Source: United States Department of Justice News
Remarks as Delivered
Thank you, Attorney General Garland and Associate Attorney General Gupta.
As alleged in our complaint, in late 2016, a Google digital advertising executive asked the following question in an internal email exchange: “[I]s there a deeper issue with us owning the platform, the exchange, and a huge network? The analogy would be if Goldman or Citibank owned the [New York Stock Exchange]?”
The answer to Google’s rhetorical question is: yes. Indeed, there is a deeper issue: and that issue is the Sherman Antitrust Act. Google’s alleged misconduct amounts to numerous violations of the United States’ antitrust laws. And that is precisely why we are here today.
The lawsuit we have filed today seeks to hold Google to account for what we allege are its longstanding monopolies in digital advertising technologies that content creators use to sell ads and advertisers use to buy ads on the open internet.
In the complaint, the Department alleges that Google engaged in 15 years of sustained conduct that had — and continues to have — the effect of: driving out rivals, diminishing competition, inflating advertising costs, reducing website publisher revenues, stymieing innovation, and flattening our public marketplace of ideas.
The complaint filed today alleges that Google engaged in a pattern of acquisitions to obtain market dominance and – once it had obtained that dominance – a series of exclusionary acts to expand and entrench its monopoly power.
Here are just five examples:
- locking in content creators through tying arrangements;
- manipulating auctions, including by giving itself a “first look” and then “last look” advantage over competing ad exchanges;
- blocking industry participants from using rivals’ technologies and punishing those that tried;
- amassing and abusing troves of its rivals’ bidding data; and
- depriving customers of choice by degrading the quality of Google’s own.
Because Google dominates every part of the ad tech industry, it has the power to impose a surcharge on display advertising transactions, an industry where billions of dollars are transacted via instantaneous auctions each year in the United States.
Google’s own documents estimate it keeps on average at least 30 cents of each advertising dollar that flows through Google’s ad-tech tools. For some transactions, and for certain customers, Google keeps significantly more.
In addition to the harm Google inflicts on content creators and online advertisers, the lawsuit alleges that Google’s conduct has also harmed the United States Government, including the United States Army.
Google’s alleged anticompetitive conduct over the last 15 years is perhaps best explained through the words of Google’s own employees and documents, which are quoted extensively in the Department’s complaint.
Here are just five examples:
- A Google employee characterized Google’s ad exchange as an “authoritarian intermediary.”
- A senior Google executive conceded that switching ad servers for publishers is a “nightmare” that “[t]akes an act of God.”
- A Google employee described the company’s scheme to pay publishers “$3 [billion] yearly” by restricting access to Google Ads and “overcharging its advertisers.”
- A Google manager made clear that: “[o]ur goal should be all or nothing – use [Google’s ad exchange] or don’t get access to our [advertiser] demand.”
- A Google executive detailed the company’s steps to “dry out” rivals.
For more than two centuries, advertising in this country has funded newspapers and other avenues of free expression. Revenue from advertising has provided critical support for content creation, the sharing of information, and the exchange of viewpoints, which promote a vibrant, free, and healthy society.
The Antitrust Division – and I am so proud of this – has a storied history of safeguarding competition in offline media, from music to broadcasting to publishing. It is now just as important — if not more — to protect competition in the digital marketplace of ideas, where powerful network effects make monopoly power even more durable and harmful, and the abuses by companies with monopoly power like Google even more pernicious.
In closing, I would like to thank the unbelievably hardworking, dedicated, talented, and extremely awesome staff of the Antitrust Division whose tireless efforts to untangle the complex web of Google’s alleged conduct resulted in today’s filing.
I am also deeply pleased to thank the Attorneys General of California, Colorado, Connecticut, New Jersey, New York, Rhode Island, Tennessee and the Commonwealth of Virginia, and their extremely talented staff – we’ve enjoyed an excellent and constructive working relationship with our partner State Attorneys General. I would also like to thank the U.S. Attorney’s Office of the Eastern District of Virginia for joining us in filing this important and historic case.
Thank you. I look forward to your questions.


> Required work
Where in the listing does the word "entry" appear? Report each line that holds it.

> Materials provided
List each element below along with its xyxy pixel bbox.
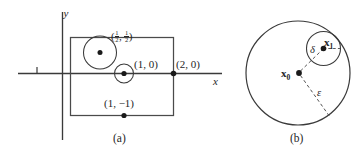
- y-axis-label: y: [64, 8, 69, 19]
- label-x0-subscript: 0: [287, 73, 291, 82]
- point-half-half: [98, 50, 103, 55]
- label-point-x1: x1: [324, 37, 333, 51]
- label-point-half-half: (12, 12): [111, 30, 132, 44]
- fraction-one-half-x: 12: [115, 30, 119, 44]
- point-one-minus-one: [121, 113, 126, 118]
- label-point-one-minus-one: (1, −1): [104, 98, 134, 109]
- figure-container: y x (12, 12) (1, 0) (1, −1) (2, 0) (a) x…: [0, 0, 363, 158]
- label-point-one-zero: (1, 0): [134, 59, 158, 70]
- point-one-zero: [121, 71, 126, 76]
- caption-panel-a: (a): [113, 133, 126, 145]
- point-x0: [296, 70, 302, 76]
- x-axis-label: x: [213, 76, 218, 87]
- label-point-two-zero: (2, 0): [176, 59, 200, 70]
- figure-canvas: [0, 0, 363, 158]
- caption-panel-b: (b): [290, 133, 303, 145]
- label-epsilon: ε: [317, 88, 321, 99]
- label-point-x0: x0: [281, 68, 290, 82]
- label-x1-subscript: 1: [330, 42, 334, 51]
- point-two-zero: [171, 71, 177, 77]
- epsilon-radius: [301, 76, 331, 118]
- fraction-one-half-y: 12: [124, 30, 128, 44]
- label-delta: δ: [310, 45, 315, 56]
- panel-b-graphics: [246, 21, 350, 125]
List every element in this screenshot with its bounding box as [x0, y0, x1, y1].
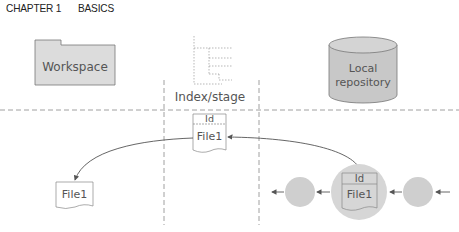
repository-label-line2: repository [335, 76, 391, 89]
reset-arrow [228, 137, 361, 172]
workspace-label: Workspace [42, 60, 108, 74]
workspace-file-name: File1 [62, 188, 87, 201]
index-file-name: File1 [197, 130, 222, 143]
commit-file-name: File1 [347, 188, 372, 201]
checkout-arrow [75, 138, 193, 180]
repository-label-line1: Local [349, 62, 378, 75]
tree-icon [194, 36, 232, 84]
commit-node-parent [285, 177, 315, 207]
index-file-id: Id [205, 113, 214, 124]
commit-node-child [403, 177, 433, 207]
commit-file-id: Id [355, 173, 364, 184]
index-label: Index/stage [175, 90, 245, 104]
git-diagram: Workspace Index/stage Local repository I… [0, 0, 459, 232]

...

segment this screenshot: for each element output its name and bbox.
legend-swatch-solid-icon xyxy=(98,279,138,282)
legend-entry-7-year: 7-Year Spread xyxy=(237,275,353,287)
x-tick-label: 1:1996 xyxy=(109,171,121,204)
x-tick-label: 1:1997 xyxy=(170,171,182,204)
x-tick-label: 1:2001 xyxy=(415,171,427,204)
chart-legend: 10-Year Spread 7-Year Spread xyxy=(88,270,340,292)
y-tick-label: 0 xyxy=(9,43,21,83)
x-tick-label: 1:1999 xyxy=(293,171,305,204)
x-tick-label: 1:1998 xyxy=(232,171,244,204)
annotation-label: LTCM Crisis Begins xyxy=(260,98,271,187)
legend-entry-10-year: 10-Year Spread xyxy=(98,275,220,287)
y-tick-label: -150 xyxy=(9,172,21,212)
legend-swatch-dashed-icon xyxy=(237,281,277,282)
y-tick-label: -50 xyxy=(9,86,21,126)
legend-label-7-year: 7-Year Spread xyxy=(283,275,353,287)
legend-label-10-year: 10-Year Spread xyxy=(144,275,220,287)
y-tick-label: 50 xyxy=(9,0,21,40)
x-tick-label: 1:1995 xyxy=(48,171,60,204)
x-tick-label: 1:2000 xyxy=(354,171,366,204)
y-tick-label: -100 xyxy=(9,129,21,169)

> Task response
legend-entry-7-year: 7-Year Spread xyxy=(237,275,353,287)
legend-entry-10-year: 10-Year Spread xyxy=(98,275,220,287)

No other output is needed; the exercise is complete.